Dataface, Inc.

Software and services without fluff or bit-twiddling!

Dataface, Inc.

Software and services without fluff or bit-twiddling!

Data Warehousing and Business Intelligence—Our Advice

Management

A senior executive acting as Business Sponsor must guide the project so that it does not degenerate into I.T. speculation about what the business needs.

A Steering Committee should be formed to include all the principal potential beneficiaries.

There must be a clear purpose for the project and good examples of the value it is supposed to provide to the business.

The project must show some results of value within 3-6 months or it will drift and lose support.

 

The Planning Process

Requirements gathering, by interviewing business managers and if appropriate, organizing facilitated sessions, to identify areas of ignorance/uncertainty or missed opportunities.

Documenting and prioritizing the needs expressed.

Dividing the project into iterations of limited scope and identifying the payback of successive iterations.

Identifying the location and accessibility of existing information, which may extend beyond operational systems to spreadsheets, other desktop files, and even shop-floor instrumentation.

Building ETL processes consumes the majority of the technical resources and time.

Plan must provide for training business users and allow time to transition them to the data warehouse.

 

Why a data warehouse has to be a dedicated system

Data is non-volatile and saved for longer periods than in operational systems

Data model fits business structure and integrates data from all operational systems

 

Critical Success Factors

ETL tool should provide success audits, performance logs, and auto-restart capabilities

ETL must be metadata driven and support simple and complex transformations

Identify data quality issues and need for any specialized data cleansing tool

Set conventions that help simplify data warehouse implementation. support and use

Database design should follow a de-normalized, star schema/snowflake design standard

Capture data state relationships in historical data

Use standard business terms as database attribute names

Transform natural keys into surrogate keys

Implement hierarchies that support the organizational relationships of your data

Capture dimension and hierarchy change history

Use intelligent default values for missing or corrupt data

Build summary views of the detail data for common queries

Capture data at its most atomic level

Expose business rules applied to summarized data

Support drill down from summarized views into detail data

Be prepared to provide standard reports and queries and nurture users

Use enterprise or federated data warehouse design

Support generation of “specialized” data marts tuned to department/functional needs

Be prepared to support data warehouse access by operational systems

Text Box: WHAT NOT TO DO

A successful data warehouse project is somewhat rare. Typically organizations rush to implement a data warehouse and end up with only a reporting environment that does not answer the questions or provide the value that was hoped for.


Activity
From the records below, copy every line that contains the word "this".

Data supplied
=-=-=
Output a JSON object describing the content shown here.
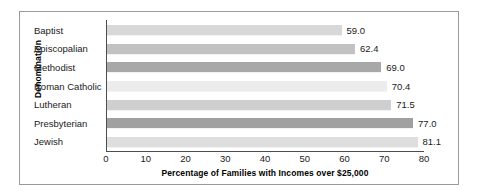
{
  "chart_data": {
    "type": "bar",
    "orientation": "horizontal",
    "title": "",
    "xlabel": "Percentage of Families with Incomes over $25,000",
    "ylabel": "Denomination",
    "categories": [
      "Baptist",
      "Episcopalian",
      "Methodist",
      "Roman Catholic",
      "Lutheran",
      "Presbyterian",
      "Jewish"
    ],
    "values": [
      59.0,
      62.4,
      69.0,
      70.4,
      71.5,
      77.0,
      81.1
    ],
    "value_labels": [
      "59.0",
      "62.4",
      "69.0",
      "70.4",
      "71.5",
      "77.0",
      "81.1"
    ],
    "xlim": [
      0,
      80
    ],
    "xticks": [
      0,
      10,
      20,
      30,
      40,
      50,
      60,
      70,
      80
    ],
    "xtick_labels": [
      "0",
      "10",
      "20",
      "30",
      "40",
      "50",
      "60",
      "70",
      "80"
    ],
    "grid": false,
    "legend": null,
    "bar_colors": [
      "#d8d8d8",
      "#c2c2c2",
      "#a8a8a8",
      "#ececec",
      "#cfcfcf",
      "#a0a0a0",
      "#dedede"
    ],
    "axis_color": "#4d4d4d",
    "frame_color": "#9a9a9a",
    "background": "#ffffff"
  }
}
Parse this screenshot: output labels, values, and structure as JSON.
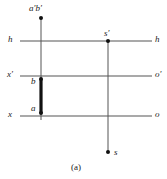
{
  "figure": {
    "caption": "(a)",
    "background_color": "#ffffff",
    "line_color": "#555555",
    "bold_segment_color": "#111111",
    "point_color": "#111111",
    "labels": {
      "top_point": "a′b′",
      "ground_line_left": "h",
      "ground_line_right": "h",
      "station_top": "s′",
      "axis_left_mid": "x′",
      "axis_right_mid": "o′",
      "point_b": "b",
      "point_a": "a",
      "axis_left_bottom": "x",
      "axis_right_bottom": "o",
      "station_bottom": "s"
    },
    "geometry": {
      "horizontal_lines": [
        {
          "name": "h-h",
          "y": 41,
          "x_start": 20,
          "x_end": 152
        },
        {
          "name": "x'-o'",
          "y": 76,
          "x_start": 20,
          "x_end": 152
        },
        {
          "name": "x-o",
          "y": 116,
          "x_start": 20,
          "x_end": 152
        }
      ],
      "vertical_lines": [
        {
          "name": "left-projector",
          "x": 41,
          "y_start": 18,
          "y_end": 120
        },
        {
          "name": "right-projector",
          "x": 108,
          "y_start": 41,
          "y_end": 152
        }
      ],
      "bold_segment": {
        "x": 41,
        "y_start": 79,
        "y_end": 113
      },
      "points": [
        {
          "name": "a'b'",
          "x": 41,
          "y": 18
        },
        {
          "name": "b",
          "x": 41,
          "y": 79
        },
        {
          "name": "a",
          "x": 41,
          "y": 113
        },
        {
          "name": "s'",
          "x": 108,
          "y": 41
        },
        {
          "name": "s",
          "x": 108,
          "y": 152
        }
      ]
    }
  }
}
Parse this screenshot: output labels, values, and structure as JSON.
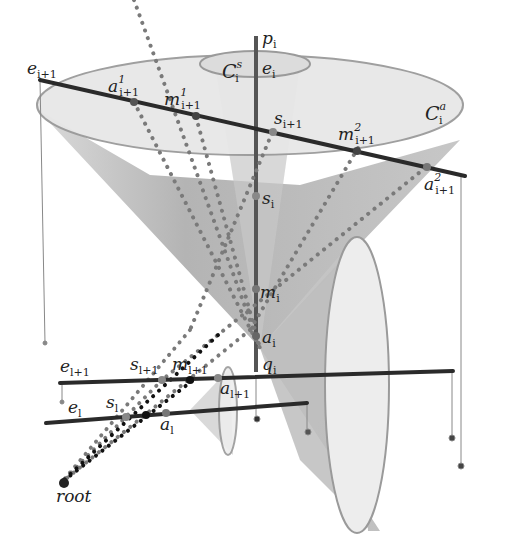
{
  "colors": {
    "background": "#ffffff",
    "cone_fill": "#b4b4b4",
    "disk_fill": "#e6e6e6",
    "disk_stroke": "#9a9a9a",
    "axis_line": "#555555",
    "edge_line": "#2a2a2a",
    "grey_dots": "#7a7a7a",
    "black_dots": "#111111",
    "text": "#222222"
  },
  "labels": {
    "p_i": {
      "base": "p",
      "sub": "i",
      "sup": ""
    },
    "e_i": {
      "base": "e",
      "sub": "i",
      "sup": ""
    },
    "C_s_i": {
      "base": "C",
      "sub": "i",
      "sup": "s"
    },
    "C_a_i": {
      "base": "C",
      "sub": "i",
      "sup": "a"
    },
    "e_i1": {
      "base": "e",
      "sub": "i+1",
      "sup": ""
    },
    "a1_i1": {
      "base": "a",
      "sub": "i+1",
      "sup": "1"
    },
    "m1_i1": {
      "base": "m",
      "sub": "i+1",
      "sup": "1"
    },
    "s_i1": {
      "base": "s",
      "sub": "i+1",
      "sup": ""
    },
    "m2_i1": {
      "base": "m",
      "sub": "i+1",
      "sup": "2"
    },
    "a2_i1": {
      "base": "a",
      "sub": "i+1",
      "sup": "2"
    },
    "s_i": {
      "base": "s",
      "sub": "i",
      "sup": ""
    },
    "m_i": {
      "base": "m",
      "sub": "i",
      "sup": ""
    },
    "a_i": {
      "base": "a",
      "sub": "i",
      "sup": ""
    },
    "q_i": {
      "base": "q",
      "sub": "i",
      "sup": ""
    },
    "e_l1": {
      "base": "e",
      "sub": "l+1",
      "sup": ""
    },
    "s_l1": {
      "base": "s",
      "sub": "l+1",
      "sup": ""
    },
    "m_l1": {
      "base": "m",
      "sub": "l+1",
      "sup": ""
    },
    "a_l1": {
      "base": "a",
      "sub": "l+1",
      "sup": ""
    },
    "e_l": {
      "base": "e",
      "sub": "l",
      "sup": ""
    },
    "s_l": {
      "base": "s",
      "sub": "l",
      "sup": ""
    },
    "a_l": {
      "base": "a",
      "sub": "l",
      "sup": ""
    },
    "root": {
      "base": "root",
      "sub": "",
      "sup": ""
    }
  }
}
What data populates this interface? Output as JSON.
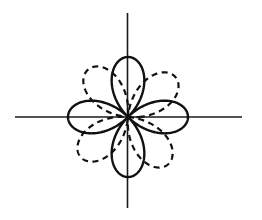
{
  "figure": {
    "background_color": "#ffffff",
    "stroke_color": "#111111",
    "width": 262,
    "height": 220
  },
  "axes": {
    "x_axis_label": "x-axis",
    "y_axis_label": "y-axis",
    "origin_x": 128,
    "origin_y": 117,
    "x_min": 15,
    "x_max": 242,
    "y_min": 13,
    "y_max": 208,
    "ticks": [],
    "tick_labels": [],
    "grid": "off"
  },
  "chart_data": {
    "type": "line",
    "subtitle": "",
    "xlabel": "",
    "ylabel": "",
    "coordinate_system": "polar",
    "xlim": [
      -113,
      114
    ],
    "ylim": [
      -91,
      104
    ],
    "grid": false,
    "legend": "none",
    "annotations": [],
    "series": [
      {
        "name": "solid-rose",
        "equation": "r = a*cos(2*theta)",
        "style": "solid",
        "color": "#111111",
        "amplitude_px": 60,
        "petal_count": 4,
        "rotation_deg": 0,
        "petal_tip_angles_deg": [
          45,
          135,
          225,
          315
        ],
        "petal_tips_px": [
          {
            "x": 170,
            "y": 75
          },
          {
            "x": 86,
            "y": 75
          },
          {
            "x": 86,
            "y": 159
          },
          {
            "x": 170,
            "y": 159
          }
        ]
      },
      {
        "name": "dashed-rose",
        "equation": "r = a*cos(2*(theta - 40deg))",
        "style": "dashed",
        "color": "#111111",
        "amplitude_px": 62,
        "petal_count": 4,
        "rotation_deg": 40,
        "petal_tip_angles_deg": [
          85,
          175,
          265,
          355
        ],
        "petal_tips_px": [
          {
            "x": 133,
            "y": 55
          },
          {
            "x": 66,
            "y": 112
          },
          {
            "x": 123,
            "y": 179
          },
          {
            "x": 190,
            "y": 122
          }
        ]
      }
    ],
    "theta_samples": 721,
    "theta_range_deg": [
      0,
      360
    ]
  }
}
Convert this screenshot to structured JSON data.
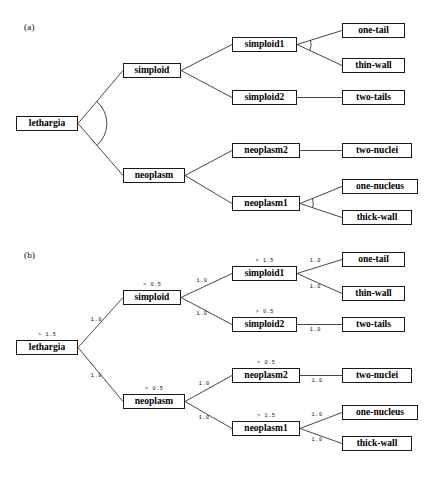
{
  "figure": {
    "panels": [
      {
        "id": "a",
        "label": "(a)",
        "shows_weights": false,
        "nodes": [
          {
            "key": "lethargia",
            "label": "lethargia",
            "x": 16,
            "y": 116,
            "w": 62,
            "type": "internal"
          },
          {
            "key": "simploid",
            "label": "simploid",
            "x": 123,
            "y": 63,
            "w": 58,
            "type": "internal"
          },
          {
            "key": "neoplasm",
            "label": "neoplasm",
            "x": 123,
            "y": 168,
            "w": 62,
            "type": "internal"
          },
          {
            "key": "simploid1",
            "label": "simploid1",
            "x": 232,
            "y": 37,
            "w": 65,
            "type": "internal"
          },
          {
            "key": "simploid2",
            "label": "simploid2",
            "x": 232,
            "y": 90,
            "w": 65,
            "type": "internal"
          },
          {
            "key": "neoplasm2",
            "label": "neoplasm2",
            "x": 232,
            "y": 143,
            "w": 68,
            "type": "internal"
          },
          {
            "key": "neoplasm1",
            "label": "neoplasm1",
            "x": 232,
            "y": 196,
            "w": 68,
            "type": "internal"
          },
          {
            "key": "one-tail",
            "label": "one-tail",
            "x": 342,
            "y": 23,
            "w": 63,
            "type": "leaf"
          },
          {
            "key": "thin-wall",
            "label": "thin-wall",
            "x": 342,
            "y": 58,
            "w": 63,
            "type": "leaf"
          },
          {
            "key": "two-tails",
            "label": "two-tails",
            "x": 342,
            "y": 90,
            "w": 63,
            "type": "leaf"
          },
          {
            "key": "two-nuclei",
            "label": "two-nuclei",
            "x": 342,
            "y": 143,
            "w": 70,
            "type": "leaf"
          },
          {
            "key": "one-nucleus",
            "label": "one-nucleus",
            "x": 342,
            "y": 179,
            "w": 76,
            "type": "leaf"
          },
          {
            "key": "thick-wall",
            "label": "thick-wall",
            "x": 342,
            "y": 210,
            "w": 70,
            "type": "leaf"
          }
        ],
        "edges": [
          {
            "from": "lethargia",
            "to": "simploid"
          },
          {
            "from": "lethargia",
            "to": "neoplasm"
          },
          {
            "from": "simploid",
            "to": "simploid1"
          },
          {
            "from": "simploid",
            "to": "simploid2"
          },
          {
            "from": "simploid1",
            "to": "one-tail"
          },
          {
            "from": "simploid1",
            "to": "thin-wall"
          },
          {
            "from": "simploid2",
            "to": "two-tails"
          },
          {
            "from": "neoplasm",
            "to": "neoplasm2"
          },
          {
            "from": "neoplasm",
            "to": "neoplasm1"
          },
          {
            "from": "neoplasm2",
            "to": "two-nuclei"
          },
          {
            "from": "neoplasm1",
            "to": "one-nucleus"
          },
          {
            "from": "neoplasm1",
            "to": "thick-wall"
          }
        ],
        "arcs": [
          "lethargia",
          "simploid1",
          "neoplasm1"
        ]
      },
      {
        "id": "b",
        "label": "(b)",
        "shows_weights": true,
        "nodes": [
          {
            "key": "lethargia",
            "label": "lethargia",
            "x": 16,
            "y": 96,
            "w": 62,
            "type": "internal",
            "threshold": "> 1.5"
          },
          {
            "key": "simploid",
            "label": "simploid",
            "x": 123,
            "y": 46,
            "w": 58,
            "type": "internal",
            "threshold": "> 0.5"
          },
          {
            "key": "neoplasm",
            "label": "neoplasm",
            "x": 123,
            "y": 150,
            "w": 62,
            "type": "internal",
            "threshold": "> 0.5"
          },
          {
            "key": "simploid1",
            "label": "simploid1",
            "x": 232,
            "y": 22,
            "w": 65,
            "type": "internal",
            "threshold": "> 1.5"
          },
          {
            "key": "simploid2",
            "label": "simploid2",
            "x": 232,
            "y": 73,
            "w": 65,
            "type": "internal",
            "threshold": "> 0.5"
          },
          {
            "key": "neoplasm2",
            "label": "neoplasm2",
            "x": 232,
            "y": 124,
            "w": 68,
            "type": "internal",
            "threshold": "> 0.5"
          },
          {
            "key": "neoplasm1",
            "label": "neoplasm1",
            "x": 232,
            "y": 177,
            "w": 68,
            "type": "internal",
            "threshold": "> 1.5"
          },
          {
            "key": "one-tail",
            "label": "one-tail",
            "x": 342,
            "y": 8,
            "w": 63,
            "type": "leaf"
          },
          {
            "key": "thin-wall",
            "label": "thin-wall",
            "x": 342,
            "y": 42,
            "w": 63,
            "type": "leaf"
          },
          {
            "key": "two-tails",
            "label": "two-tails",
            "x": 342,
            "y": 73,
            "w": 63,
            "type": "leaf"
          },
          {
            "key": "two-nuclei",
            "label": "two-nuclei",
            "x": 342,
            "y": 124,
            "w": 70,
            "type": "leaf"
          },
          {
            "key": "one-nucleus",
            "label": "one-nucleus",
            "x": 342,
            "y": 161,
            "w": 76,
            "type": "leaf"
          },
          {
            "key": "thick-wall",
            "label": "thick-wall",
            "x": 342,
            "y": 192,
            "w": 70,
            "type": "leaf"
          }
        ],
        "edges": [
          {
            "from": "lethargia",
            "to": "simploid",
            "weight": "1.0"
          },
          {
            "from": "lethargia",
            "to": "neoplasm",
            "weight": "1.0"
          },
          {
            "from": "simploid",
            "to": "simploid1",
            "weight": "1.0"
          },
          {
            "from": "simploid",
            "to": "simploid2",
            "weight": "1.0"
          },
          {
            "from": "simploid1",
            "to": "one-tail",
            "weight": "1.0"
          },
          {
            "from": "simploid1",
            "to": "thin-wall",
            "weight": "1.0"
          },
          {
            "from": "simploid2",
            "to": "two-tails",
            "weight": "1.0"
          },
          {
            "from": "neoplasm",
            "to": "neoplasm2",
            "weight": "1.0"
          },
          {
            "from": "neoplasm",
            "to": "neoplasm1",
            "weight": "1.0"
          },
          {
            "from": "neoplasm2",
            "to": "two-nuclei",
            "weight": "1.0"
          },
          {
            "from": "neoplasm1",
            "to": "one-nucleus",
            "weight": "1.0"
          },
          {
            "from": "neoplasm1",
            "to": "thick-wall",
            "weight": "1.0"
          }
        ],
        "arcs": []
      }
    ],
    "colors": {
      "node_border": "#1a1a1a",
      "node_fill": "#ffffff",
      "edge": "#1a1a1a",
      "text": "#000000",
      "background": "#ffffff"
    }
  }
}
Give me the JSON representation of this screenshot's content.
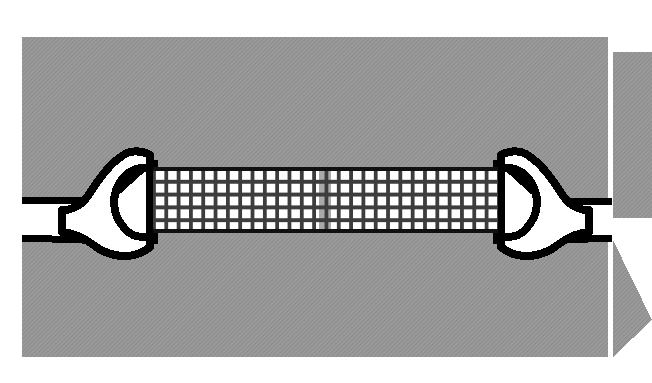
{
  "figure": {
    "name": "crack-bridging-mesh-diagram",
    "width": 652,
    "height": 383,
    "background_color": "#ffffff"
  },
  "colors": {
    "substrate_gray": "#969696",
    "substrate_gray_dark": "#8d8d8d",
    "mesh_grid_line": "#3a3a3a",
    "mesh_cell_fill": "#ffffff",
    "mesh_highlight_cell_fill": "#a9a9a9",
    "mesh_border": "#000000",
    "clamp_fill": "#ffffff",
    "clamp_outline": "#000000",
    "crack_line": "#000000",
    "wedge_gray": "#969696"
  },
  "substrate": {
    "label": "gray substrate block",
    "x": 22,
    "y": 37,
    "width": 586,
    "height": 320,
    "texture": "fine diagonal hatch"
  },
  "wedges": [
    {
      "label": "upper displaced wedge",
      "points": "613,52 652,52 652,218 613,218 652,135",
      "apex_x": 652,
      "apex_y": 135
    },
    {
      "label": "lower displaced wedge",
      "points": "613,240 652,240 652,357 613,357 652,298",
      "apex_x": 652,
      "apex_y": 298
    }
  ],
  "crack": {
    "label": "fissure / crack in substrate",
    "upper_line_y": 202,
    "lower_line_y": 238,
    "stroke_width": 7,
    "left_extent_x": 22,
    "right_extent_x": 608
  },
  "mesh": {
    "label": "reinforcement mesh band",
    "x": 153,
    "y": 168,
    "width": 345,
    "height": 64,
    "columns": 28,
    "rows": 5,
    "cell_width": 12.3,
    "cell_height": 12.8,
    "border_width": 5,
    "highlight_column_index": 13,
    "highlight_column_x": 319,
    "highlight_column_width": 12.3
  },
  "clamps": [
    {
      "label": "left clamp jaw",
      "side": "left",
      "tip_x": 153,
      "body_center_x": 105,
      "center_y": 200
    },
    {
      "label": "right clamp jaw",
      "side": "right",
      "tip_x": 498,
      "body_center_x": 546,
      "center_y": 200
    }
  ],
  "chart_data": {
    "type": "table",
    "columns": 28,
    "rows": 5,
    "highlighted_column": 14,
    "cell_states": [
      "open",
      "open",
      "open",
      "open",
      "open",
      "open",
      "open",
      "open",
      "open",
      "open",
      "open",
      "open",
      "open",
      "filled",
      "open",
      "open",
      "open",
      "open",
      "open",
      "open",
      "open",
      "open",
      "open",
      "open",
      "open",
      "open",
      "open",
      "open"
    ]
  }
}
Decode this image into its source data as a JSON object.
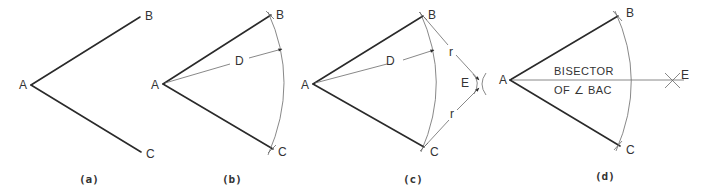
{
  "diagram": {
    "panels": [
      {
        "caption": "(a)",
        "points": {
          "A": "A",
          "B": "B",
          "C": "C"
        }
      },
      {
        "caption": "(b)",
        "points": {
          "A": "A",
          "B": "B",
          "C": "C"
        },
        "radius_label": "D"
      },
      {
        "caption": "(c)",
        "points": {
          "A": "A",
          "B": "B",
          "C": "C",
          "E": "E"
        },
        "radius_label": "D",
        "arc_radius_label_upper": "r",
        "arc_radius_label_lower": "r"
      },
      {
        "caption": "(d)",
        "points": {
          "A": "A",
          "B": "B",
          "C": "C",
          "E": "E"
        },
        "bisector_label_line1": "BISECTOR",
        "bisector_label_line2": "OF ∠ BAC"
      }
    ]
  }
}
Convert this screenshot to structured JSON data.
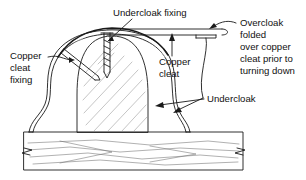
=-=-=
Answer
Parse this screenshot: output labels, values, and structure as JSON.
Parse this screenshot: output labels, values, and structure as JSON.
What data populates this interface? Output as JSON.
Convert this screenshot to structured JSON data.
Give me the JSON representation of this screenshot's content.
Decode this image into its source data as a JSON object.
Convert this screenshot to structured JSON data.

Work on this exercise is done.